Dark side of capitalism
Shalini Rawat

Decolonisation and Empire: Contesting the Rhetoric and 
Reality of Resubordination in Southern Africa and Beyond
by John S. Saul. Three Essays Collective.
Pages 201. Rs 200.

‘ON s’engage, puis on voit’—We engage, then (only do) we see. It is no coincidence that the line from the conclusion of the book should be the opening line of the review. It is only those who engage themselves in the fundamentals that affect our lives notice that the forces which fashion the world around us wear mere masks of benevolence.

Africa has been out of sight as far as the rest of the world is concerned. Though its nations won independence, colonialism entered from the back door and most of its countries and peoples are worse off than ever. Writers like Saul, ever the conscience-keepers for the rest of us who never seem to have the will for it, have the unenviable task of making the rest of the world think about a continent that doesn’t matter.

The book describes the never-ending spiral of struggle against market-driven measures to make the residents of these poor countries become paying customers. Apartheid, ostensibly, does not exist and yet the ‘free market economy’ has created newer images of Africa in our minds.

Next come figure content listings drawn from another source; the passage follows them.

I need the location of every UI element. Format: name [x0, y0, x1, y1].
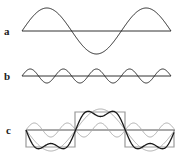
fourier-diagram	[0, 0, 180, 159]
panel-b	[22, 69, 171, 83]
panel-c	[26, 109, 175, 151]
panel-a	[22, 8, 171, 54]
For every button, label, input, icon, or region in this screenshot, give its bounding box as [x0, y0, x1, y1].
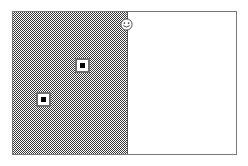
open-region[interactable]: Open region — [128, 12, 236, 154]
node-marker[interactable]: Node 1 — [75, 58, 90, 73]
node-marker-label: Node 1 — [77, 60, 78, 61]
node-marker-core — [80, 63, 85, 68]
open-region-label: Open region — [128, 12, 129, 13]
smiley-face-icon[interactable]: Smiley — [120, 18, 133, 31]
node-marker-core — [41, 97, 46, 102]
node-marker-label: Node 2 — [38, 94, 39, 95]
node-marker[interactable]: Node 2 — [36, 92, 51, 107]
app-root: Shaded region Open region Smiley Node 1 … — [0, 0, 248, 166]
shaded-region[interactable]: Shaded region — [13, 12, 128, 154]
shaded-region-label: Shaded region — [13, 12, 14, 13]
canvas-frame: Shaded region Open region Smiley Node 1 … — [12, 11, 237, 155]
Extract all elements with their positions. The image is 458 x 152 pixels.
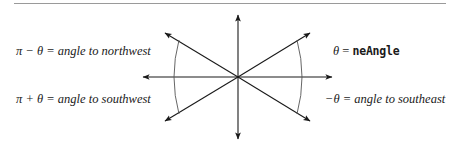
label-southeast-text: −θ = angle to southeast xyxy=(325,92,445,106)
axis-southeast xyxy=(238,77,310,121)
label-northeast-code: neAngle xyxy=(352,44,399,58)
label-northwest-text: π − θ = angle to northwest xyxy=(16,44,151,58)
label-southwest-text: π + θ = angle to southwest xyxy=(16,92,151,106)
angle-diagram-figure: π − θ = angle to northwest π + θ = angle… xyxy=(0,0,458,152)
label-northwest: π − θ = angle to northwest xyxy=(16,45,151,58)
label-southwest: π + θ = angle to southwest xyxy=(16,93,151,106)
label-southeast: −θ = angle to southeast xyxy=(325,93,445,106)
compass-diagram xyxy=(0,0,458,152)
label-northeast: θ = neAngle xyxy=(333,45,400,58)
axis-northeast xyxy=(238,33,310,77)
label-northeast-equals: = xyxy=(339,44,352,58)
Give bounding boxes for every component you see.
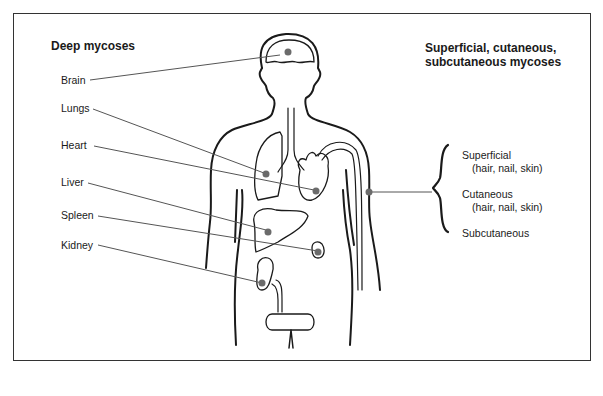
marker-lungs [263, 171, 270, 178]
marker-heart [313, 188, 320, 195]
marker-brain [285, 49, 292, 56]
torso-right [343, 190, 352, 345]
leader-liver [88, 183, 266, 230]
marker-spleen [315, 249, 322, 256]
leg-gap [289, 330, 293, 348]
arm-left-inner [235, 190, 237, 242]
aorta-vessel [318, 142, 362, 290]
ureter [272, 280, 282, 312]
marker-kidney [259, 280, 266, 287]
bladder-outline [266, 314, 314, 330]
human-body-figure [0, 0, 603, 396]
marker-liver [265, 229, 272, 236]
brace-icon [433, 145, 448, 232]
leader-brain [90, 55, 280, 80]
marker-skin [366, 189, 373, 196]
lung-outline [255, 132, 282, 200]
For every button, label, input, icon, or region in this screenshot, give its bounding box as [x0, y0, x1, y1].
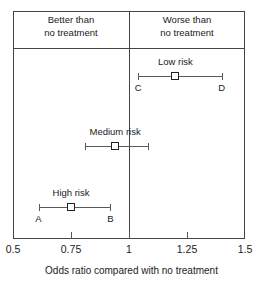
row-label-medium-risk: Medium risk: [89, 126, 140, 137]
ci-upper-endpoint-label: B: [107, 213, 113, 224]
ci-upper-endpoint-label: D: [218, 82, 225, 93]
x-axis-tick: [187, 232, 188, 239]
forest-plot-figure: Better than no treatment Worse than no t…: [0, 0, 263, 288]
ci-lower-cap: [138, 73, 139, 80]
x-axis-caption: Odds ratio compared with no treatment: [0, 265, 263, 276]
x-axis-tick-label: 1.5: [238, 243, 253, 255]
band-label-worse-line1: Worse than: [163, 14, 211, 25]
ci-lower-endpoint-label: A: [35, 213, 41, 224]
reference-line-or-1: [129, 11, 130, 239]
x-axis-tick-label: 1: [126, 243, 132, 255]
row-label-low-risk: Low risk: [158, 56, 193, 67]
x-axis-tick-label: 0.5: [6, 243, 21, 255]
band-label-worse-line2: no treatment: [129, 27, 245, 40]
band-label-better-line2: no treatment: [13, 27, 129, 40]
point-estimate-marker: [67, 203, 75, 211]
x-axis-tick-label: 1.25: [177, 243, 197, 255]
point-estimate-marker: [111, 142, 119, 150]
band-label-better-line1: Better than: [48, 14, 94, 25]
band-label-worse: Worse than no treatment: [129, 14, 245, 40]
ci-lower-cap: [85, 143, 86, 150]
row-label-high-risk: High risk: [53, 187, 90, 198]
confidence-interval-line: [138, 76, 222, 77]
ci-upper-cap: [222, 73, 223, 80]
x-axis-tick: [71, 232, 72, 239]
x-axis-tick: [129, 232, 130, 239]
x-axis-tick-label: 0.75: [61, 243, 81, 255]
band-label-better: Better than no treatment: [13, 14, 129, 40]
ci-lower-endpoint-label: C: [135, 82, 142, 93]
point-estimate-marker: [171, 72, 179, 80]
ci-upper-cap: [148, 143, 149, 150]
ci-upper-cap: [110, 204, 111, 211]
ci-lower-cap: [39, 204, 40, 211]
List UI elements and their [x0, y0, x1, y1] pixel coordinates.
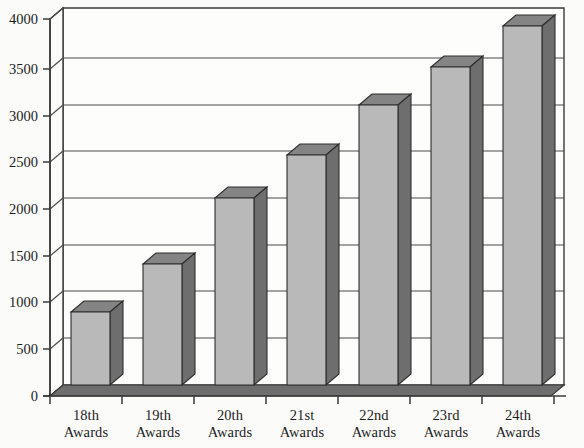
- bar-side-face: [110, 301, 123, 385]
- bar-chart-3d: [0, 0, 584, 448]
- y-tick-label-3000: 3000: [0, 109, 38, 124]
- y-tick-label-0: 0: [0, 389, 38, 404]
- bar-24th-awards[interactable]: [503, 15, 555, 385]
- chart-container: 4000 3500 3000 2500 2000 1500 1000 500 0…: [0, 0, 584, 448]
- bar-side-face: [398, 94, 411, 385]
- bar-front-face: [71, 312, 110, 385]
- y-tick-label-4000: 4000: [0, 12, 38, 27]
- bar-23rd-awards[interactable]: [431, 56, 483, 385]
- bar-18th-awards[interactable]: [71, 301, 123, 385]
- bar-side-face: [542, 15, 555, 385]
- bar-20th-awards[interactable]: [215, 187, 267, 385]
- bar-side-face: [470, 56, 483, 385]
- y-tick-label-1000: 1000: [0, 295, 38, 310]
- y-axis-ticks: [43, 19, 50, 396]
- bar-front-face: [503, 26, 542, 385]
- bar-front-face: [287, 155, 326, 385]
- plot-floor: [50, 385, 564, 396]
- x-axis-ticks: [50, 396, 554, 404]
- x-tick-label-23rd-awards: 23rd Awards: [410, 407, 482, 441]
- x-tick-label-19th-awards: 19th Awards: [122, 407, 194, 441]
- bar-side-face: [182, 253, 195, 385]
- bar-22nd-awards[interactable]: [359, 94, 411, 385]
- bar-front-face: [143, 264, 182, 385]
- bar-side-face: [254, 187, 267, 385]
- bar-front-face: [431, 67, 470, 385]
- y-tick-label-2500: 2500: [0, 155, 38, 170]
- x-tick-label-24th-awards: 24th Awards: [482, 407, 554, 441]
- x-tick-label-20th-awards: 20th Awards: [194, 407, 266, 441]
- y-tick-label-500: 500: [0, 342, 38, 357]
- x-tick-label-21st-awards: 21st Awards: [266, 407, 338, 441]
- bar-front-face: [215, 198, 254, 385]
- x-tick-label-22nd-awards: 22nd Awards: [338, 407, 410, 441]
- plot-left-wall: [50, 8, 63, 396]
- y-tick-label-1500: 1500: [0, 249, 38, 264]
- y-tick-label-3500: 3500: [0, 62, 38, 77]
- bar-front-face: [359, 105, 398, 385]
- bar-side-face: [326, 144, 339, 385]
- bar-21st-awards[interactable]: [287, 144, 339, 385]
- x-tick-label-18th-awards: 18th Awards: [50, 407, 122, 441]
- bar-19th-awards[interactable]: [143, 253, 195, 385]
- y-tick-label-2000: 2000: [0, 202, 38, 217]
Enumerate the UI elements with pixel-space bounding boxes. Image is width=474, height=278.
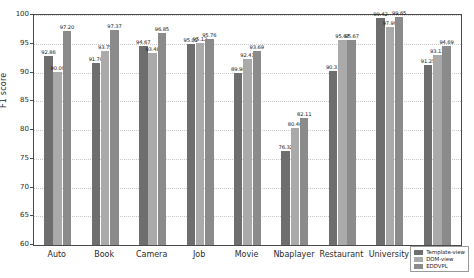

Unemployed, single mother, wave upon wave of epidemics of diseases eradicated elsewhere, emaciated men and women, children with bloated bellies, tribal and ethnic conflicts, the tightening noose of AIDS—all these constructs have come together to form the collective identities of the African nations.

Saul, having first-hand experience of the place, is competent in questioning the politics that has made it the battleground it is today. While simultaneously examining case-studies of countries like Mozambique, Angola and Tanzania, he puts forward in clear terms the dilemma of all these newly-liberated countries which are left "`85to adapt (themselves) to the imperatives of a global market-place, one that is woefully imbalanced but is said, nonetheless, to carry, now quite spontaneously, the key to the betterment of the condition of all!"

Although socialism offers no solutions, Saul lambasts ‘thinkers’ like Ferguson, Colin Gray and Deepak Lal et al who openly advocate giving the role of global peacekeeper to a nation widely perceived to be a global bully—the USA. He argues against "employing the mechanisms of debt and the ‘appropriate’ international institutions to force economies to be ever more open to, and defenceless against, the law of the market and global corporate power—both to continue the exploitation of Africa but also, paradoxically, to marginalise it".

In paying tributes to the great visionaries Eduardo Mondlane and Samora Machel, he provides the spark that can keep the fires of resistance and hence, revolution, burning. The struggle against apartheid is no longer relevant because the challenges to the independence of Africa are even greater. But the lessons from previous resistances and revolutions must not be forgotten.

The book is another dent on the myth about a manna called capitalism. With better editing of the (sometimes overlapping) essays and lectures that largely comprise it, the book could have been crisper.